Empirical analysis of Binding Precedent efficiency in the Brazilian Supreme Court via Similar Case Retrieval
- URL: http://arxiv.org/abs/2407.07004v2
- Date: Tue, 23 Jul 2024 18:20:45 GMT
- Title: Empirical analysis of Binding Precedent efficiency in the Brazilian Supreme Court via Similar Case Retrieval
- Authors: Raphaƫl Tinarrage, Henrique Ennes, Lucas E. Resck, Lucas T. Gomes, Jean R. Ponciano, Jorge Poco,
- Abstract summary: We empirically assess the legal impact of five binding precedents, 11, 14, 17, 26 and 37, at the highest court level.
We compare the uses of different methods of Natural Language Processing for Similar Case Retrieval.
We observe that the deep learning models performed significantly worse in the specific Similar Case Retrieval task.
- Score: 3.317447070657057
- License: http://arxiv.org/licenses/nonexclusive-distrib/1.0/
- Abstract: Binding precedents (S\'umulas Vinculantes) constitute a juridical instrument unique to the Brazilian legal system and whose objectives include the protection of the Federal Supreme Court against repetitive demands. Studies of the effectiveness of these instruments in decreasing the Court's exposure to similar cases, however, indicate that they tend to fail in such a direction, with some of the binding precedents seemingly creating new demands. We empirically assess the legal impact of five binding precedents, 11, 14, 17, 26 and 37, at the highest court level through their effects on the legal subjects they address. This analysis is only possible through the comparison of the Court's ruling about the precedents' themes before they are created, which means that these decisions should be detected through techniques of Similar Case Retrieval. The contributions of this article are therefore twofold: on the mathematical side, we compare the uses of different methods of Natural Language Processing -- TF-IDF, LSTM, BERT, and regex -- for Similar Case Retrieval, whereas on the legal side, we contrast the inefficiency of these binding precedents with a set of hypotheses that may justify their repeated usage. We observe that the deep learning models performed significantly worse in the specific Similar Case Retrieval task and that the reasons for binding precedents to fail in responding to repetitive demand are heterogeneous and case-dependent, making it impossible to single out a specific cause.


### Exercise objective:
Write out the line with "At what (x,y)" and every later line through the end of the data below, exactly as given, with no pictures in the copy.

### Exercise inputs:
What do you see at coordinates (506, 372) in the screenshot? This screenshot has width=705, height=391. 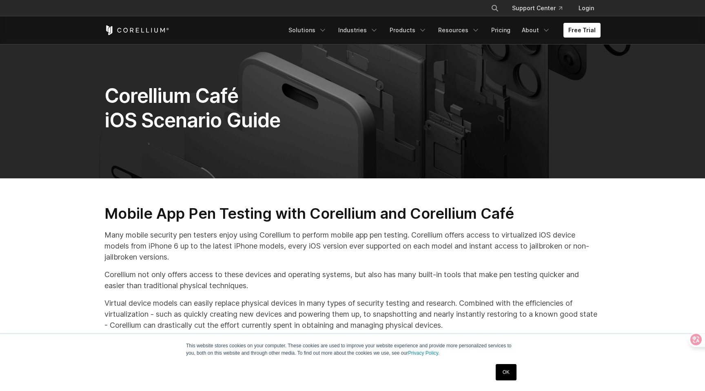 I see `a: OK` at bounding box center [506, 372].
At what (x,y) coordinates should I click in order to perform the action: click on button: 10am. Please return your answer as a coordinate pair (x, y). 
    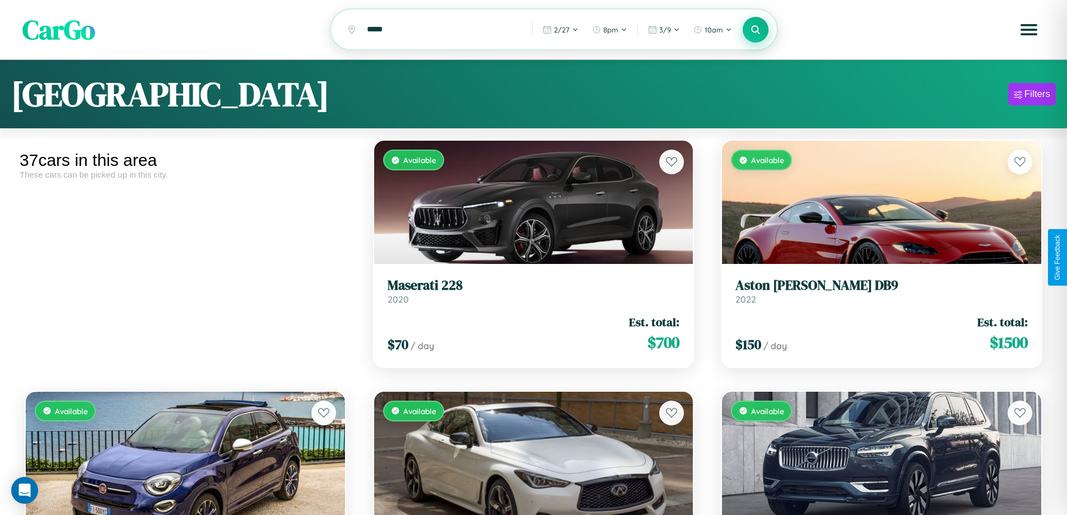
    Looking at the image, I should click on (712, 30).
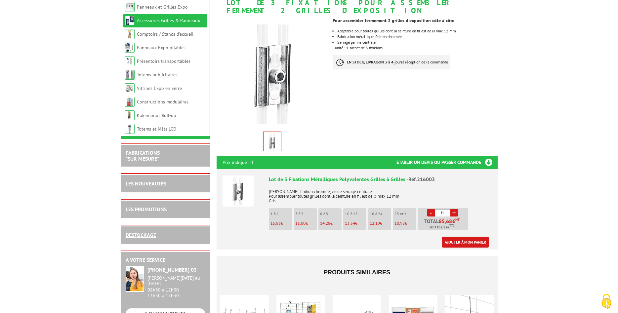 Image resolution: width=618 pixels, height=313 pixels. I want to click on strong: EN STOCK, LIVRAISON 3 à 4 jours, so click(374, 62).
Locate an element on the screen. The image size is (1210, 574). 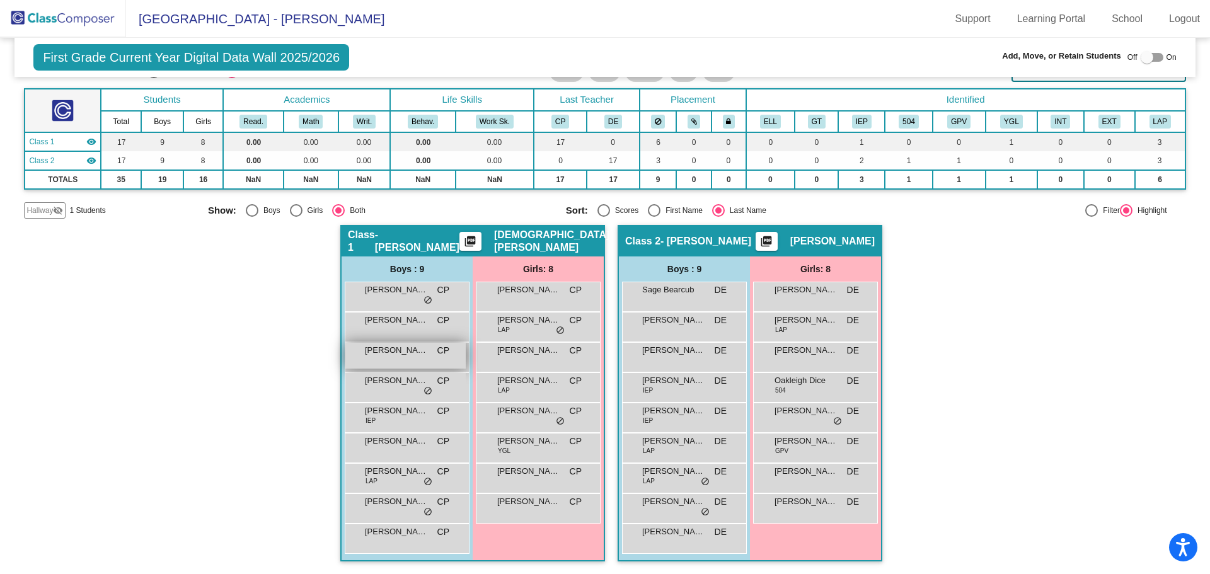
span: Hallway is located at coordinates (40, 210).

### Response below:
At what (x,y) coordinates should I click in order to perform the action: click on button: 10am. Please return your answer as a coordinate pair (x, y). 
    Looking at the image, I should click on (712, 30).
 Image resolution: width=618 pixels, height=313 pixels. I want to click on strong: EN STOCK, LIVRAISON 3 à 4 jours, so click(374, 62).
Locate an element on the screen. The image size is (1210, 574). 
span: Hallway is located at coordinates (40, 210).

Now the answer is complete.